[Material provided]:

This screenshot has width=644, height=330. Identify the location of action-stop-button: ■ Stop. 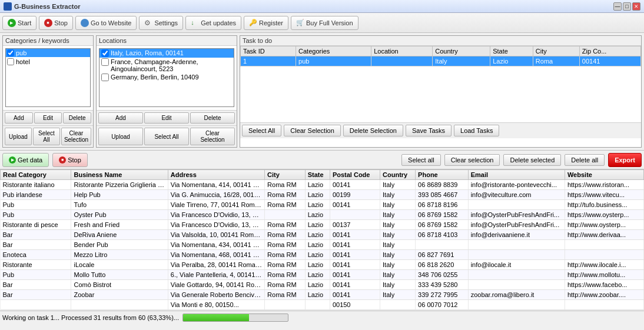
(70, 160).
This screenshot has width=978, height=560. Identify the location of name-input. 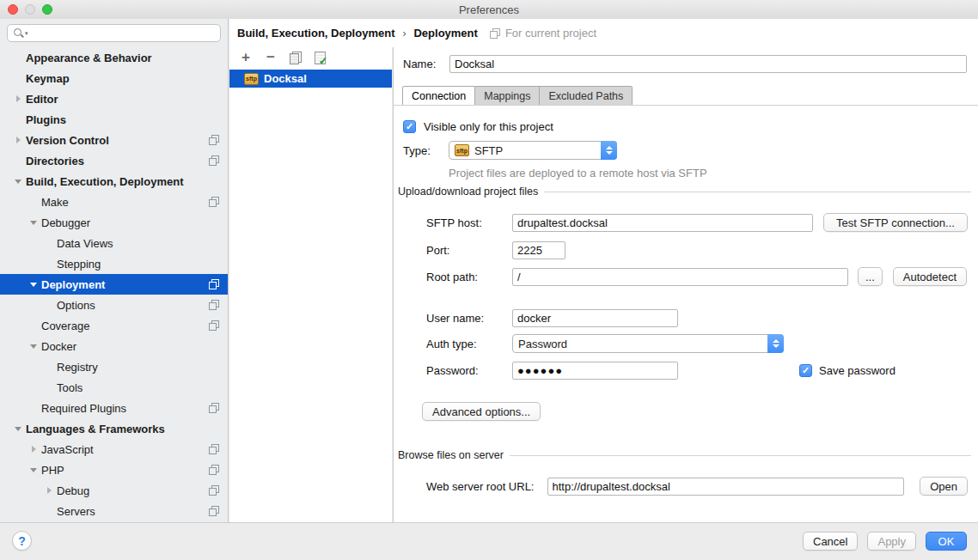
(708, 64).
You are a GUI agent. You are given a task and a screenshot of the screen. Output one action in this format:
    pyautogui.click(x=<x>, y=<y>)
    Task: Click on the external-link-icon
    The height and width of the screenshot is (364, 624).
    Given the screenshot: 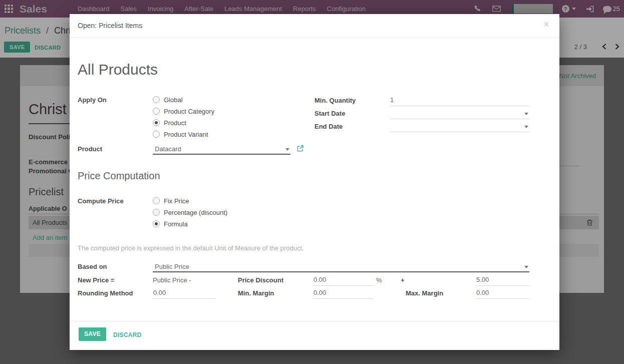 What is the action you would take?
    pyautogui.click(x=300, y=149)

--

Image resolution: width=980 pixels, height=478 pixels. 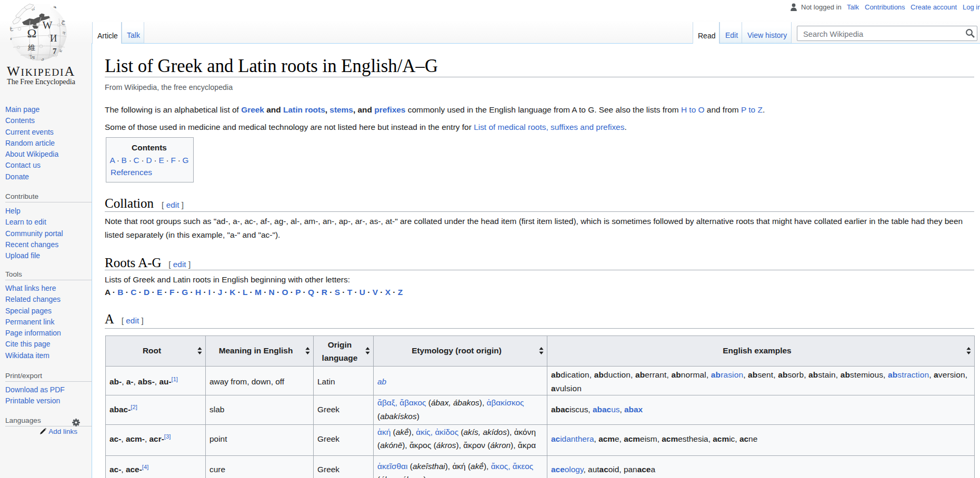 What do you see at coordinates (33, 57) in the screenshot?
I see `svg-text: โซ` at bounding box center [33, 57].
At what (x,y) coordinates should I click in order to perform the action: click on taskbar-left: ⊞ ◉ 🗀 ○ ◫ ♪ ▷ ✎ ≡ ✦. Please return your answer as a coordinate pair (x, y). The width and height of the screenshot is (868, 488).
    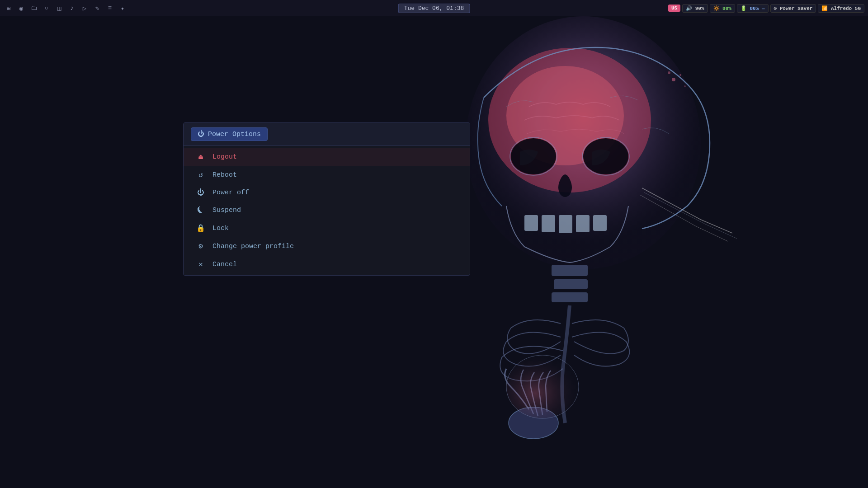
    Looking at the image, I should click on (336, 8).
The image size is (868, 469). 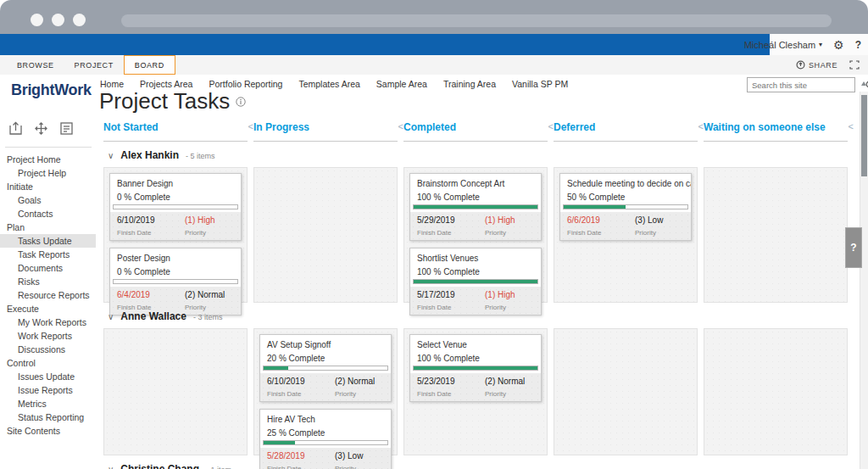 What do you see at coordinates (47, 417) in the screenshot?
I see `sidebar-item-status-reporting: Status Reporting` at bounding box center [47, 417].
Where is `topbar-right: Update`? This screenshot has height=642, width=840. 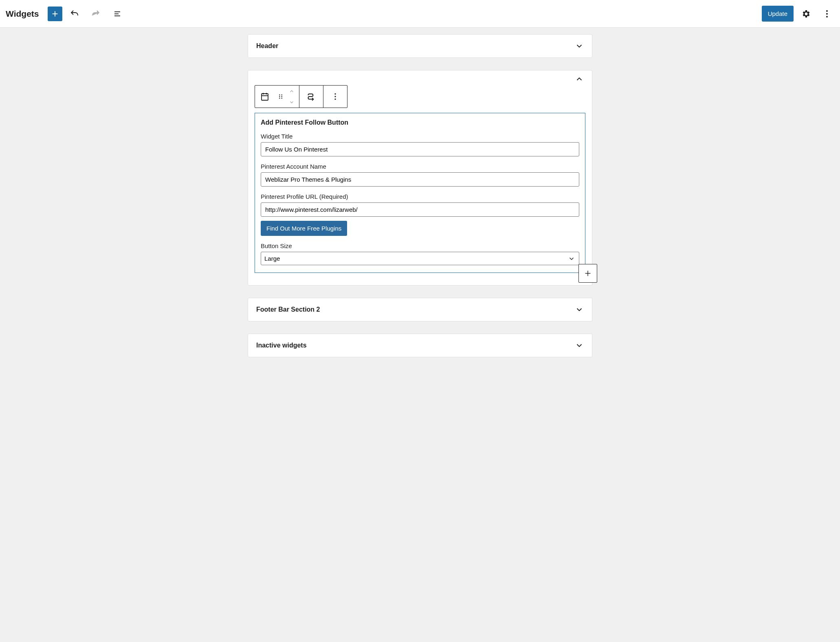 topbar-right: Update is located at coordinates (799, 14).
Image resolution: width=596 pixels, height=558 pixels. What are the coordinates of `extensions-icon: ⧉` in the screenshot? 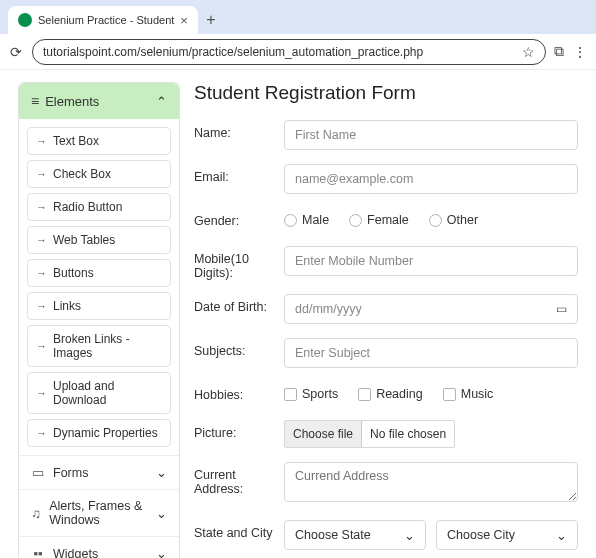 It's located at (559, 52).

--

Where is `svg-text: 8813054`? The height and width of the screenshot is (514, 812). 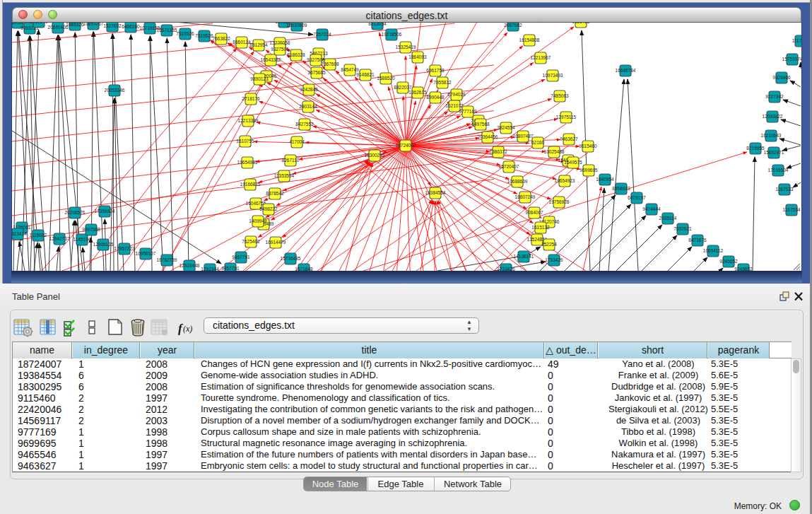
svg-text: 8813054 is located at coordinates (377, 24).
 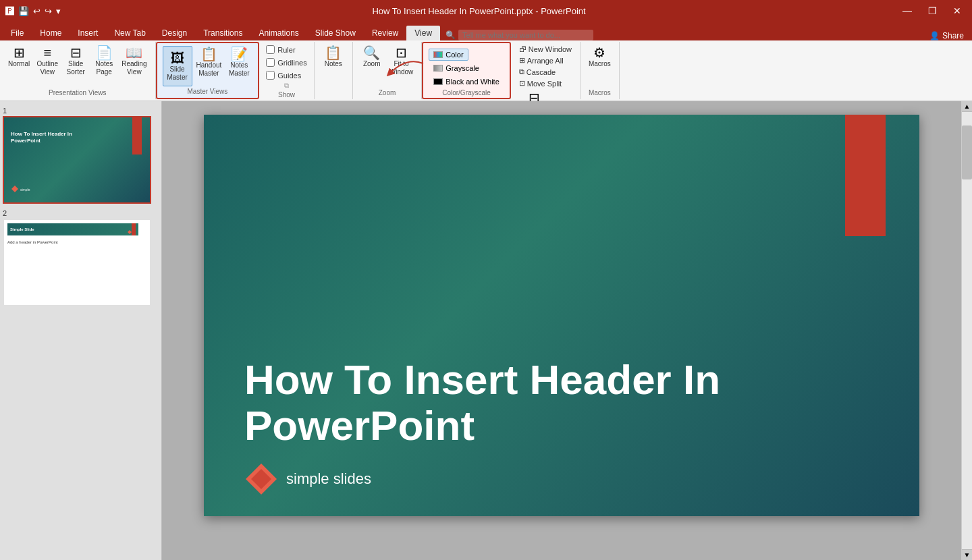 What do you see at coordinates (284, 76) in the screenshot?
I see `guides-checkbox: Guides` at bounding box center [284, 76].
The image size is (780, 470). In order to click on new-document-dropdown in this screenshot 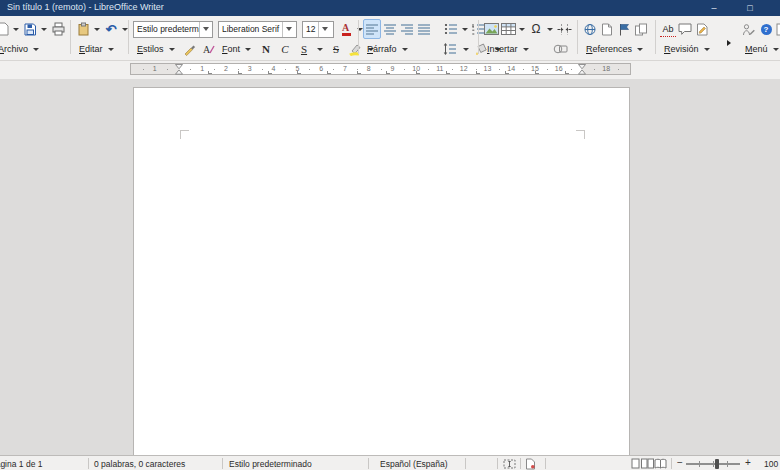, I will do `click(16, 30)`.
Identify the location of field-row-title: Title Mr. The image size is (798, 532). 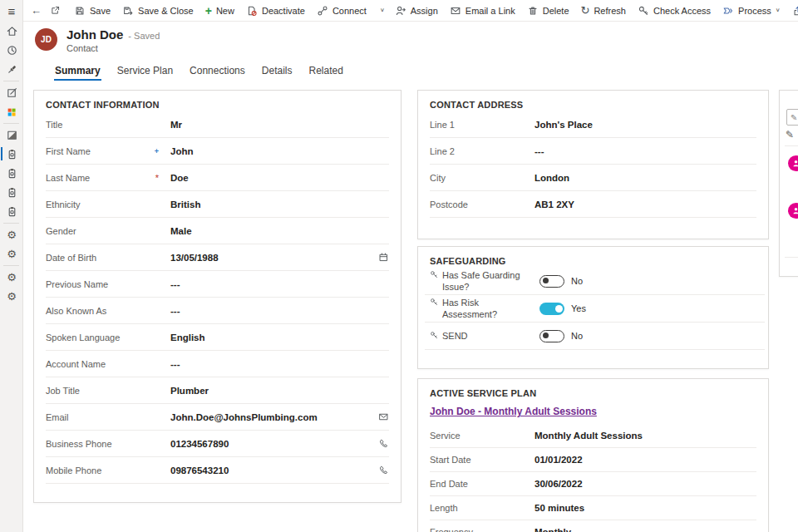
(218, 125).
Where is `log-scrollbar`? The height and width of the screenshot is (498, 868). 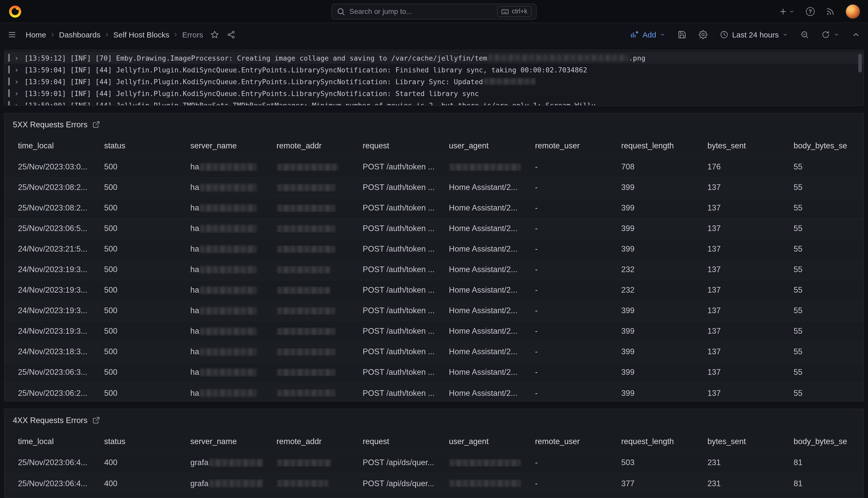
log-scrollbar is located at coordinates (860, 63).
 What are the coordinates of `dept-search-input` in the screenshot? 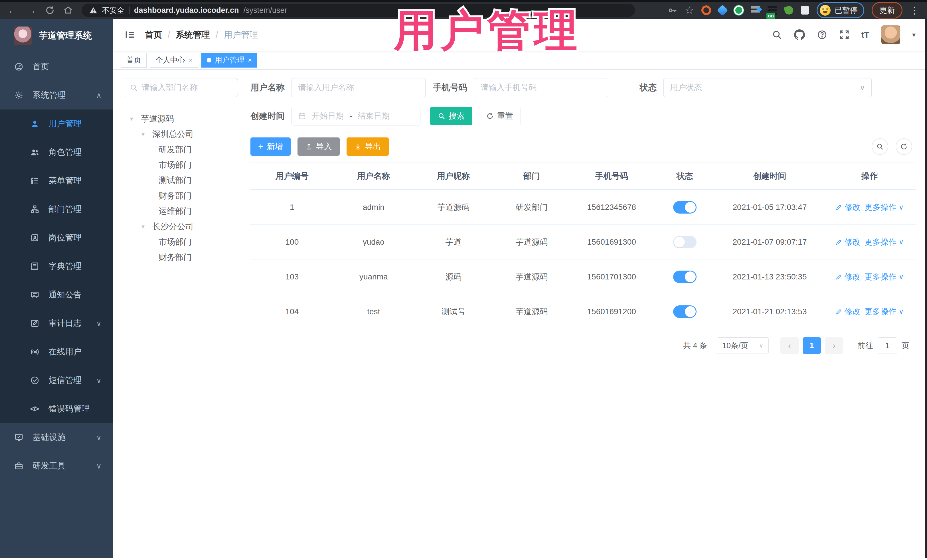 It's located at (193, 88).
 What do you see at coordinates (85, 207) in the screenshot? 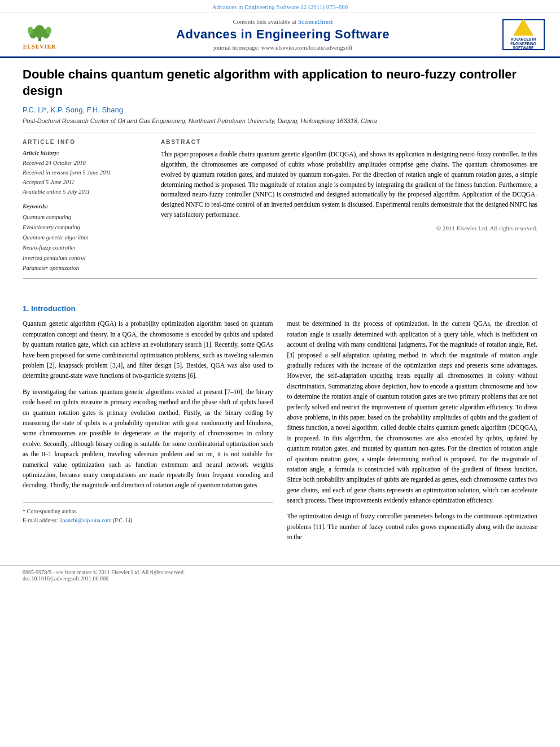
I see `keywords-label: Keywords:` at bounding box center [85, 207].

[How to complete this task]:
From the line with "This screenshot has width=644, height=330." up to and including the line with "The height and width of the screenshot is (364, 624)." above, retype every line exactly and nothing more; leave out the pictures.

[Result for this exercise]:
This screenshot has width=644, height=330. Identify the location of action-stop-button: ■ Stop. 
(70, 160).
This screenshot has width=978, height=560. Identify the location of name-input. 
(708, 64).
You are a GUI agent. You are given a task and a screenshot of the screen. Output one action in this format:
    pyautogui.click(x=<x>, y=<y>)
    Task: Click on the external-link-icon
    The height and width of the screenshot is (364, 624).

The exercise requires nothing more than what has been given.